A deeper look into the history of Mary Somerville and 1911 Scottish census & suffrage movement.

This is the closest I have been able to get with my Heroine!

I have had a fascination with Mary Somerville (1780-1872) ever since reading a letter she wrote to publisher John Murray –

It was a mixture of business and exchanging gossip! Since then I have been researching about her when time has allowed, spending many happy hours in the Bodleian Library in Oxford, the National Library of Scotland, and other places around the country. I am writing a full length biography about her, and was honoured that an article I wrote about her for the Dangerous Women project was published on their website on International Women’s Day. 

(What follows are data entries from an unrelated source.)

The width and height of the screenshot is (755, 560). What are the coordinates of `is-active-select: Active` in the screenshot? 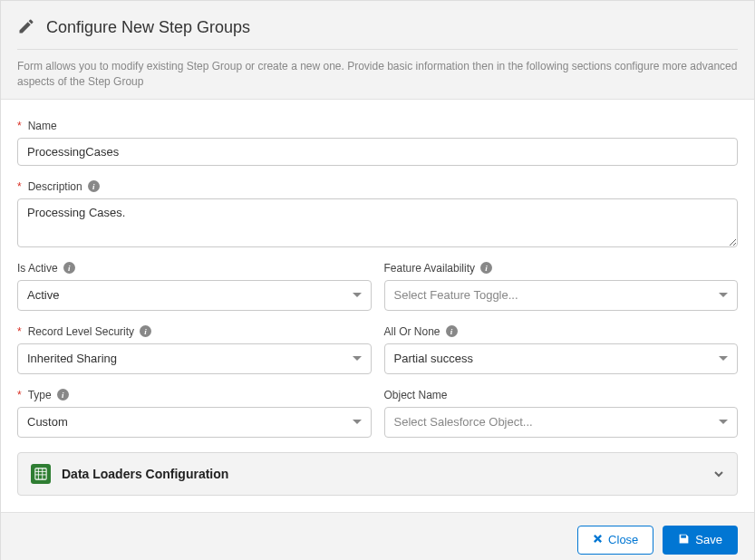 It's located at (194, 295).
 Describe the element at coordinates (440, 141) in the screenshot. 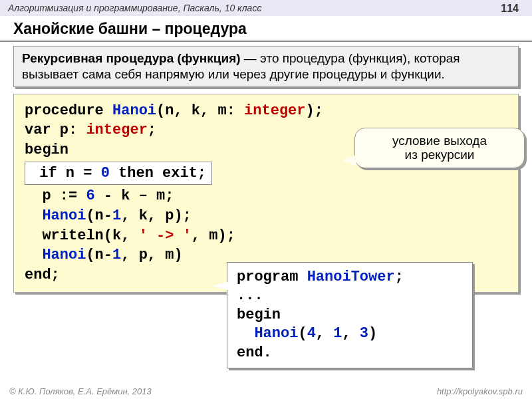

I see `callout-line1: условие выхода` at that location.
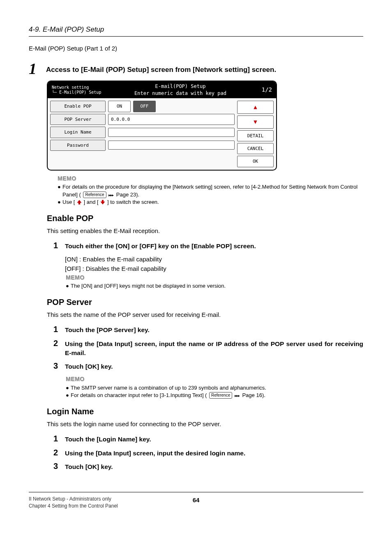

Talk: Dangerous Women Project

I have given various talks about Mary, for example at the ‘Women in the Science in the Archives‘ seminar at the Bodleian Library, online for the University of Edinburgh and Previously History festival, among others.
Talk: ‘Women in the Science in the Archives

On 18th November 2021 I appeared on an episode of BBC World Service Radio Programme ‘The Forum’ with Prof Jim Secord and Dr Brigitte Stenhouse talking about Mary
BBC: Mary Somerville

1911 Scottish census & suffrage movement:

In 2018, the centenary of partial suffrage in Britain, I was able to visit the statue of Millicent Fawcett in London. Such important words she holds up!

While giving a talk about the Women’s Land Army in Scotland during World War Two one day I heard about an amazing woman called Catherine Blair. Among other things she started the Women’s Rural Institute in Scotland (WRSI) in 1917, and was also a suffragette.

I decided to do some research on her, and while doing so I discovered that during the 1911 census she put her occupation down as farmer’s wife and suffragette. This fascinated me and I wondered if others similarly proclaimed their suffrage support this way.

There has been incredible research in the 1911 census and the suffrage movement in England by Jill Liddington and Elizabeth Crawford but nothing I could find on the census and movement in Scotland.

So that is the research I am currently undertaking (when my funds and Covid restrictions allow!).

I gave a talk about the research I had done so far for the National Archives of Scotland.

Talk: No Vote, No Census

I have also given papers on the topic at two conferences in 2018, held to commemorate the centenary.

If you are doing family history or other research in Scotland, using the 1911 census, and come across anything you think which would indicate suffrage protestors, please do get in touch as I would love to hear more!